The personal details of over half a billion Facebook users have been leaked online. 

Details including phone numbers, email addresses and full names of more than 533 million Facebook users – including Australians – have been exposed. 

The data has been published to a hacking forum, and could be used for a variety of crimes, including impersonating people and committing fraud.

Data from the cache has been verified against Facebook's password reset feature and found to be genuine.

Cybersecurity experts say the first signs that such a database may exist came in the form of  a post on the hacking forum in January, which advertised an automated bot that could scrape the phone numbers of millions of users.

It now appears that the dataset collected by that bot was published to the forum for free.

It is the latest major security lapse for the social media giant, and could be one of the worst. 

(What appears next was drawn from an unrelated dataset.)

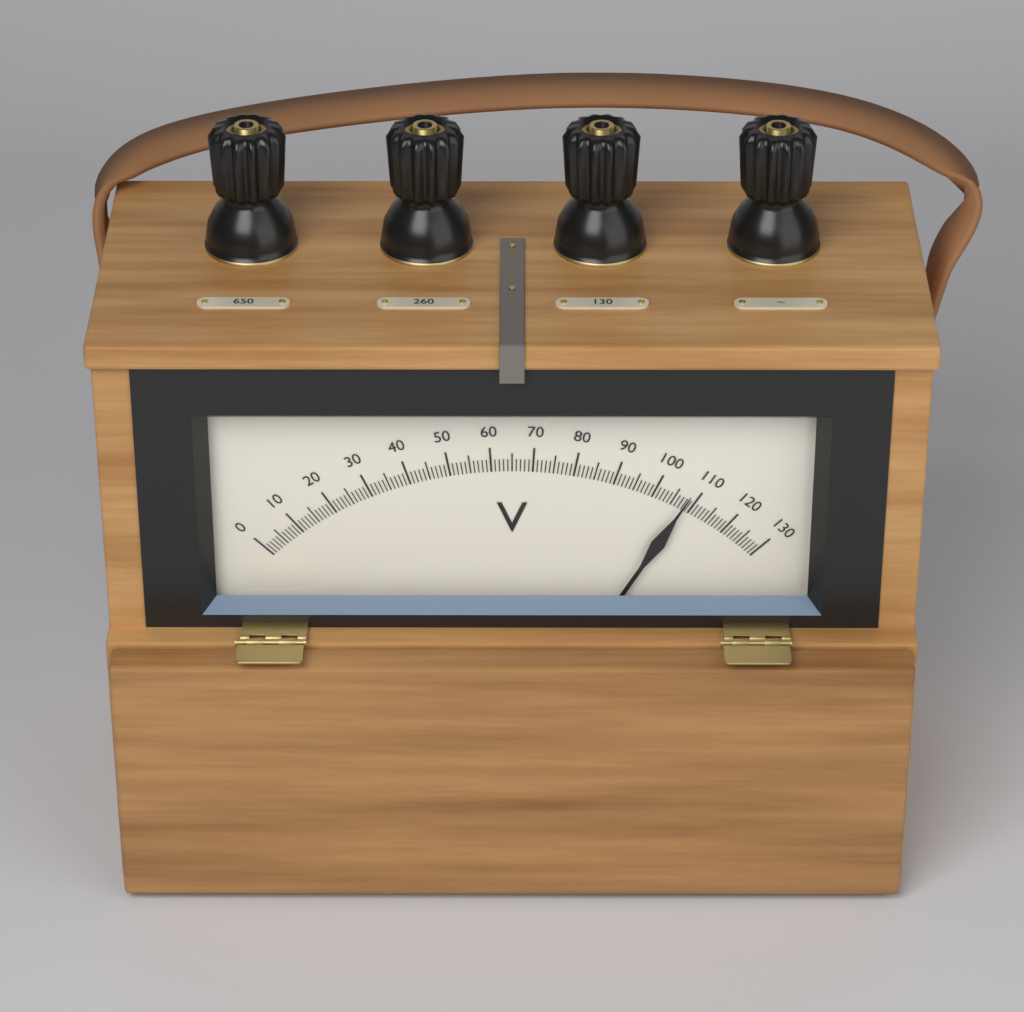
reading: 108 V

It is also embarrassing for Facebook, which announced in 2019 that it had made “large strides on privacy” since the Cambridge Analytica scandal the year before. 

Facebook claims that in the most recent hack, data was scraped due to a vulnerability that the company patched in 2019, suggesting the information may be a couple of years old. 

“This is old data that was previously reported on in 2019. We found and fixed this issue in August 2019,” Facebook spokesperson Andy Stone told reporters.

“In 2019, we removed people's ability to directly find others using their phone number across both Facebook and Instagram – a function that could be exploited using sophisticated software code, to imitate Facebook and provide a phone number to find which users it belonged to.”

The affected email addresses have been added to the 'Have I been Pwned' platform, allowing users to see if their details are available.